Rampant coffee twig borer hits hard

Mar 14, 2017

The twig borer is a tiny beetle that bores holes mostly in tiny branches of the coffee tree where it can be hosted with a purpose of laying its eggs.

PIC: Acting commissioner at the Department of Crop Protection, Stephen Byantwale Tibeijuka (right) prunes a coffee tree that has been affected by coffee twig borer as a way to treat it. He is assisted by a farmer. Credit: Noah Jagwe)

The coffee twig borer has become so rampant in areas of Mukono, Masaka, Bukomansimbi, Kalungu as well as Kalungu and Luwero districts, and farmers are not at ease.

The outbreak has left many panicking over how to go about the situation.

Stephen Byantwale Tibeijuka, acting commissioner at the Department of Crop Protection, says the environmental factors contribute immensely to the spread of the pest in the coffee farms.

The pest spreads faster during the sunny season.  This is so because during the rainy season a plant can fight the disease by itself and the effects can be minimal.

"The pest has been around for some time since 2005," says Tibeijuka. "We started receiving reports from areas of Mukono and Masaka."

The twig borer is a tiny beetle that bores holes mostly in tiny branches of the coffee tree and any other plant where it can be hosted with a purpose of laying its eggs. By doing this it disrupts the intake of the food for the plants.

Among factors that causeits widespread is the availability of alternative host plants like musizi, mango and avocado trees in the coffee plantations.

The stress of the soil also escalates the pest. When the soils no longer have enough nutrients for the plant, it makes them weak to withstand the diseases and pests.

Here, Tibeijuka diagnoses a coffee plant that has been attacked by coffee twig borer at a farm in Nywedde Malwa Kimenyede subcounty in Nakifuma. (Credit: Noah Jagwe)


Tibeijuka says that of all types, Robusta coffee is the most prone to the twig borer.

The pest has enormous effects on a plant, resulting in serious economic repercussions to the farmers.

In most cases, the borer drills holes which interfere with the nutrition flow of the plant that causes the drying of certain parts of the coffee tree. The pest disorganizes flow of food for the plant both from the leaves and the soil.

Suggested control measures

Systemic use of insecticide is useful to manage the growth of fungus on the tree. It's expensive though - a litre can go for about sh100,000.

Tibeijuka suggests cheaper alternatives, including pruning by cutting off the affected parts of the plant.

And this calls for immediate destruction of the parts of the plant that have been cut off by burning within the same place where they have been got.

If any attempt is made to move them over long distances or around the gardens, pathogens can be passed onto other plants, causing widespread.

Burning helps to destroy the eggs to avoid multiplication.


§ Assigned task
The result should be an exact copy of the entries below, free of pictures.

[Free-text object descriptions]
________________________________________

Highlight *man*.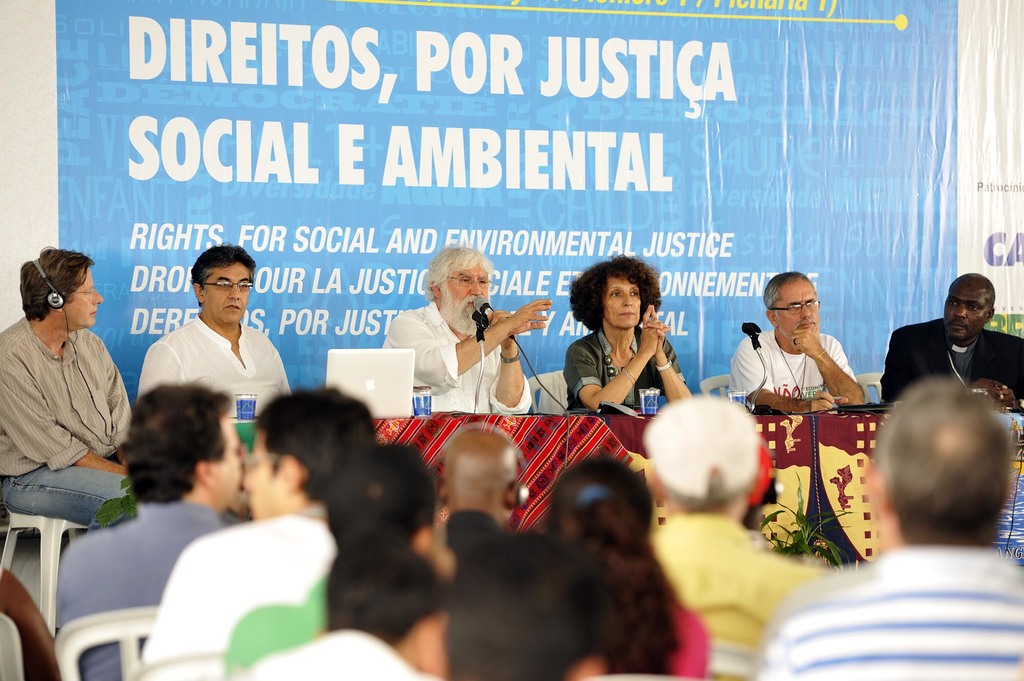
Highlighted region: 167:387:378:680.
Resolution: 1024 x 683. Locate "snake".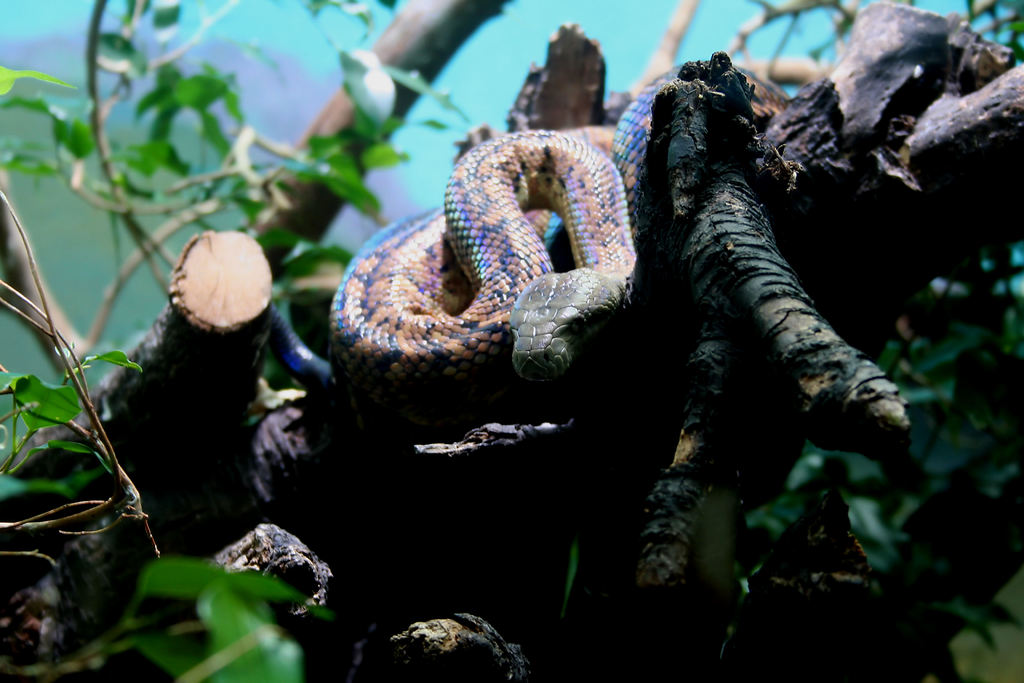
(335,65,790,402).
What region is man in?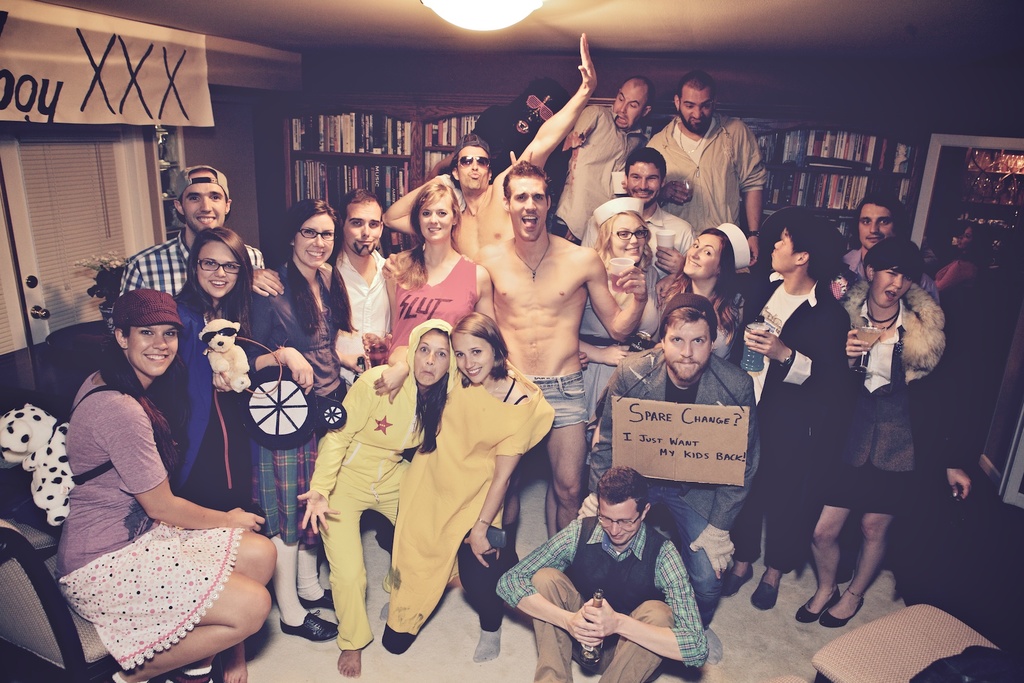
pyautogui.locateOnScreen(516, 471, 721, 673).
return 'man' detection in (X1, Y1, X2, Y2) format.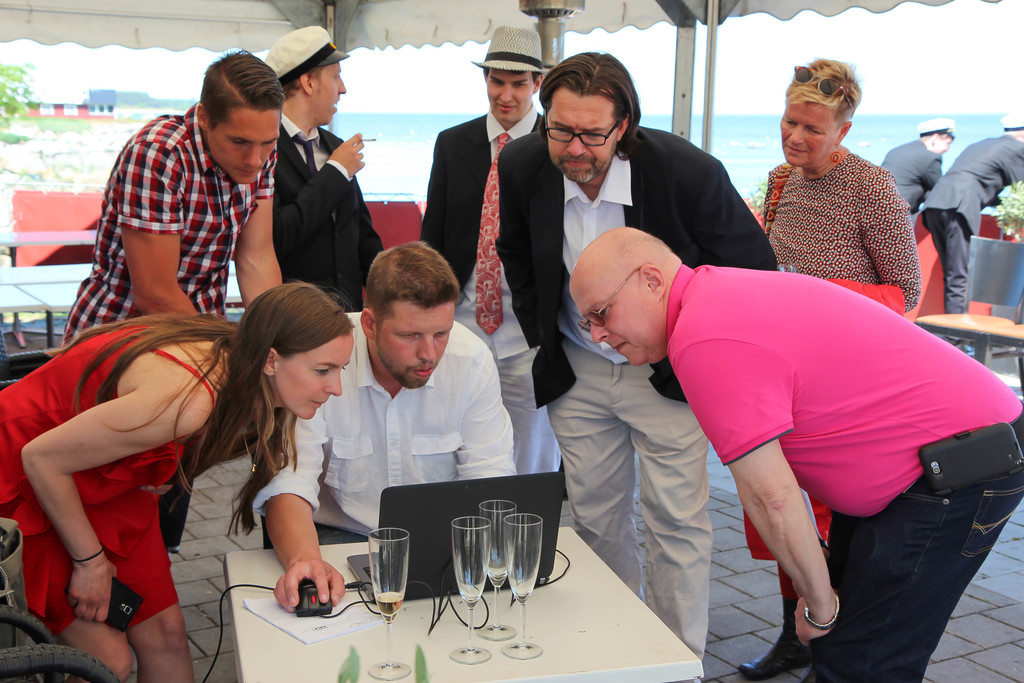
(920, 110, 1023, 343).
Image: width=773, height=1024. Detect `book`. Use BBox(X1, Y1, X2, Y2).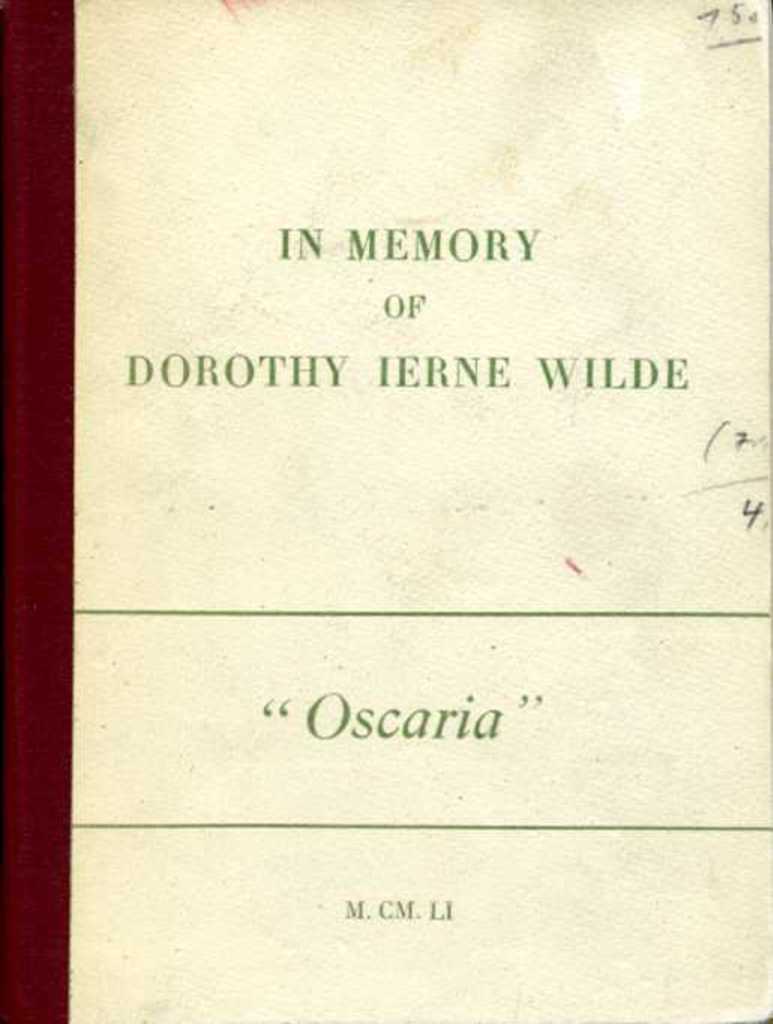
BBox(0, 0, 771, 1022).
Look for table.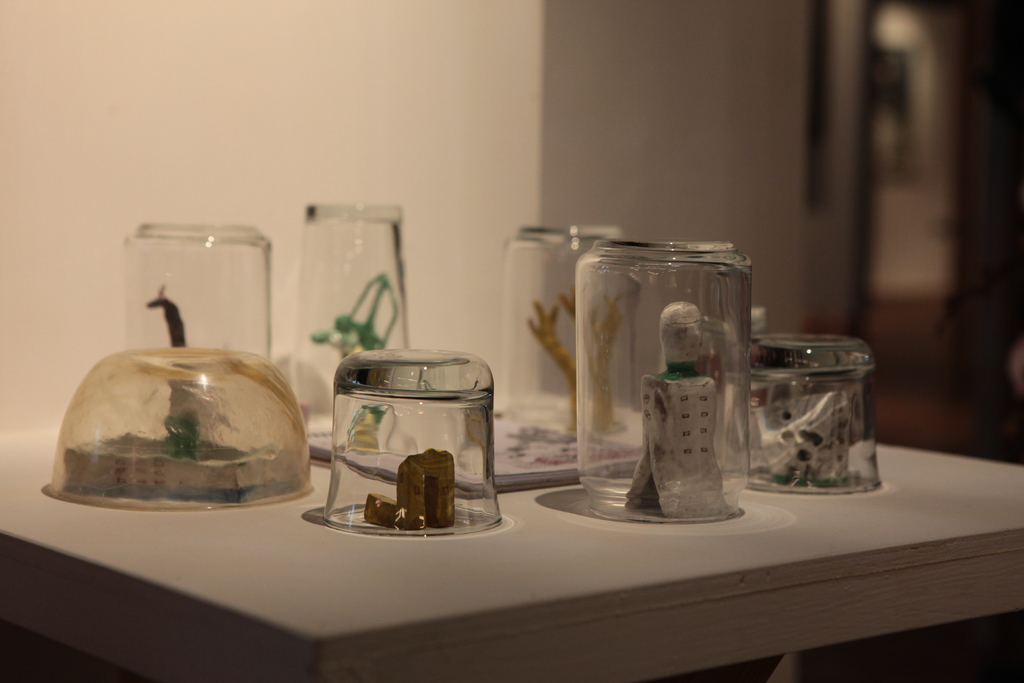
Found: [0,437,1023,682].
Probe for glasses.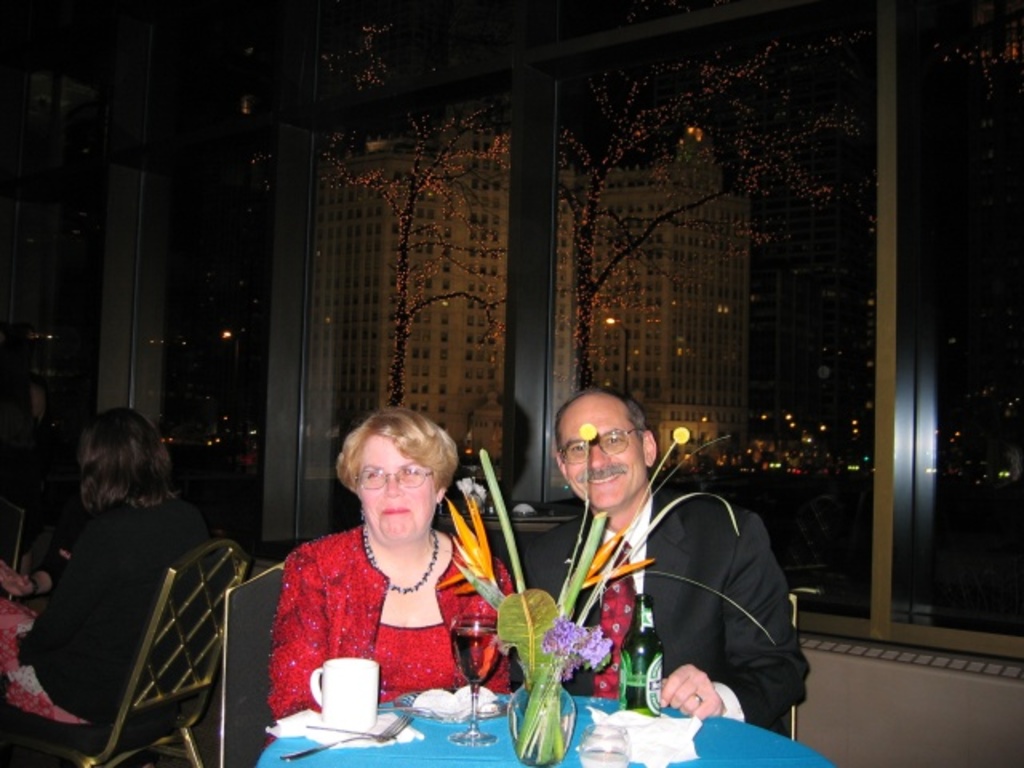
Probe result: rect(354, 453, 437, 499).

________________________________________

§ Output
Highlight *man*.
Highlighted region: 167:387:378:680.
Resolution: 1024 x 683. Locate "snake".
(335,65,790,402).
What region is man in?
pyautogui.locateOnScreen(516, 471, 721, 673).
return 'man' detection in (X1, Y1, X2, Y2) format.
(920, 110, 1023, 343).
Image: width=773, height=1024. Detect `book`. Use BBox(X1, Y1, X2, Y2).
BBox(0, 0, 771, 1022).
Look for table.
Found: [0,437,1023,682].
Probe for glasses.
Probe result: rect(354, 453, 437, 499).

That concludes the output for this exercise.